PUBLISHER: Mordor Intelligence | PRODUCT CODE: 2063973
PUBLISHER: Mordor Intelligence | PRODUCT CODE: 2063973
According to Mordor Intelligence, the south america hCM software market size was valued at USD 2.13 billion in 2025 and estimated to grow from USD 2.34 billion in 2026 to reach USD 3.71 billion by 2031, at a CAGR of 9.64% during the forecast period (2026-2031).

This report is Segmented by Component (Software, and Services), Deployment Mode (Cloud, On-Premises, and Hybrid), Organization Size (Large Enterprises, and Small and Medium Enterprises), Application (Core HR, Talent Management, Workforce Management, Payroll Management, and More), End-User Industry (IT and Telecommunications, BFSI, and More). The Market Forecasts are Provided in Terms of Value (USD).
Mid-sized companies are shifting to the cloud because quarterly compliance patches overwhelm on-premise teams, not because of headline cost savings. Oracle's HCM Now rollout in March 2024 cut implementation to six months for firms with 500-2,000 workers. Chile's 15-day REL filing cycle eliminated batch payroll, converting real-time synchronization from a convenience to a requirement. As a result, cloud growth outpaces the South America HCM software market by 166 basis points. Vendors now secure recurring revenue that once drifted to local system integrators. The trend consolidates pricing power and is expected to reshape mid-market negotiations by 2028.
Brazil's DET mandate obliges electronic contract submission within 24 hours of hiring, locking enterprises into platforms with automated workflows. Argentina's Law 27.802 centralizes payroll under ARCA starting March 2026, forcing engine overhauls that decentralized systems cannot meet. Chile's REL fines for late filings make cloud-native architecture the only viable option. Parallel equal-pay analytics under Brazil's Law 14.611/2023 require dashboards that legacy databases do not support. Together, these statutes convert compliance from periodic audits to always-on monitoring and accelerate retirement of on-premise deployments.
Manufacturers running SAP or Oracle ERP from the 1990s face 18-24-month integrations with budgets that exceed license spend by up to 300%. Middleware solves technical mapping issues, yet re-engineering decades-old workflows strains the project's scope. CFOs view cloud HCM ROI skeptically, opening doors for incumbent ERP vendors to cross-sell native HCM at a discount. Unless standalone vendors invest in ready connectors, their addressable share of the South America HCM software market may plateau among large enterprises.
Other drivers and restraints analyzed in the detailed report include:
For complete list of drivers and restraints, kindly check the Table Of Contents.
Services revenue is projected to rise at a 10.82% CAGR to 2031, as enterprises pay for integration, customization, and change management. In 2025, software contributed 71.32% of the South America HCM software market, yet mounting deployment friction suggests total cost of ownership is shifting toward services contracts. Vendors with in-house professional services thus gain margin resilience, whereas pure-play software firms reliant on partners may concede deal control.
The South America HCM software market for services is expanding as mid-sized buyers require guided configuration to meet rapidly changing payroll regulations. Meanwhile, larger enterprises allocate incremental budgets to post-go-live optimization as analytics modules mature. This spending evolution in the South America HCM software market underpins the sustained gap between services growth and overall market averages.
Cloud held 64.18% of the South America HCM software market in 2025 and is forecast to grow at a 11.24% CAGR, outstripping on-premises and hybrid solutions by more than 200 basis points. Brazil's DET and Argentina's ARCA compel real-time submission, invalidating batch uploads typical of on-premise tools. Hybrid remains a transitional choice for payroll data sovereignty, but its expansion lags because firms eventually migrate entire stacks once controls mature.
Cloud's share of the South America HCM software market is expected to grow substantially well before 2031, supported by vendor-managed updates that help organizations quickly adapt to frequent payroll, tax, and labor compliance changes across regional jurisdictions. The model is also gaining traction due to lower upfront infrastructure requirements, faster deployment cycles, and easier scalability for expanding enterprises.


Type the listing below out again exactly. No images.

========================

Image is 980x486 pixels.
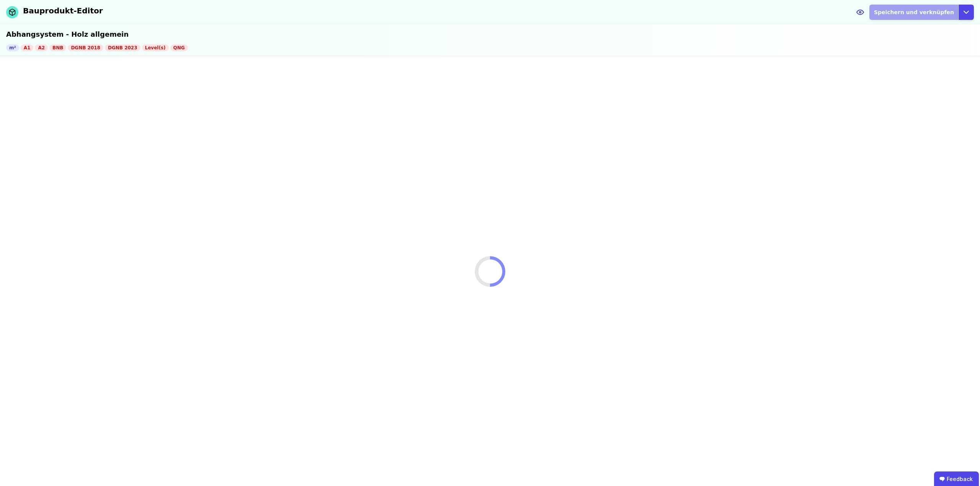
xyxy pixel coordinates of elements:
[171,44,188,51] div: QNG
[20,44,34,51] div: A1
[105,44,141,51] div: DGNB 2023
[142,44,169,51] div: Level(s)
[23,5,103,16] div: Bauprodukt-Editor
[34,44,48,51] div: A2
[6,29,974,40] div: Abhangsystem - Holz allgemein
[50,44,66,51] div: BNB
[68,44,103,51] div: DGNB 2018
[6,44,19,51] div: m²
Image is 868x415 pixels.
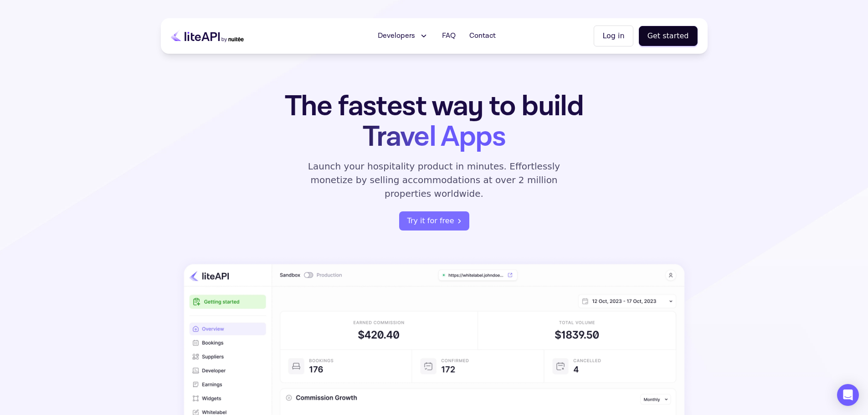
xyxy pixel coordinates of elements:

========================

* _SOLUTION TO THIS TASK_:
Image is 980x486 pixels.
xyxy pixel coordinates of elements:
[171,44,188,51] div: QNG
[20,44,34,51] div: A1
[105,44,141,51] div: DGNB 2023
[142,44,169,51] div: Level(s)
[23,5,103,16] div: Bauprodukt-Editor
[34,44,48,51] div: A2
[6,29,974,40] div: Abhangsystem - Holz allgemein
[50,44,66,51] div: BNB
[68,44,103,51] div: DGNB 2018
[6,44,19,51] div: m²
Image is 868x415 pixels.
xyxy pixel coordinates of elements:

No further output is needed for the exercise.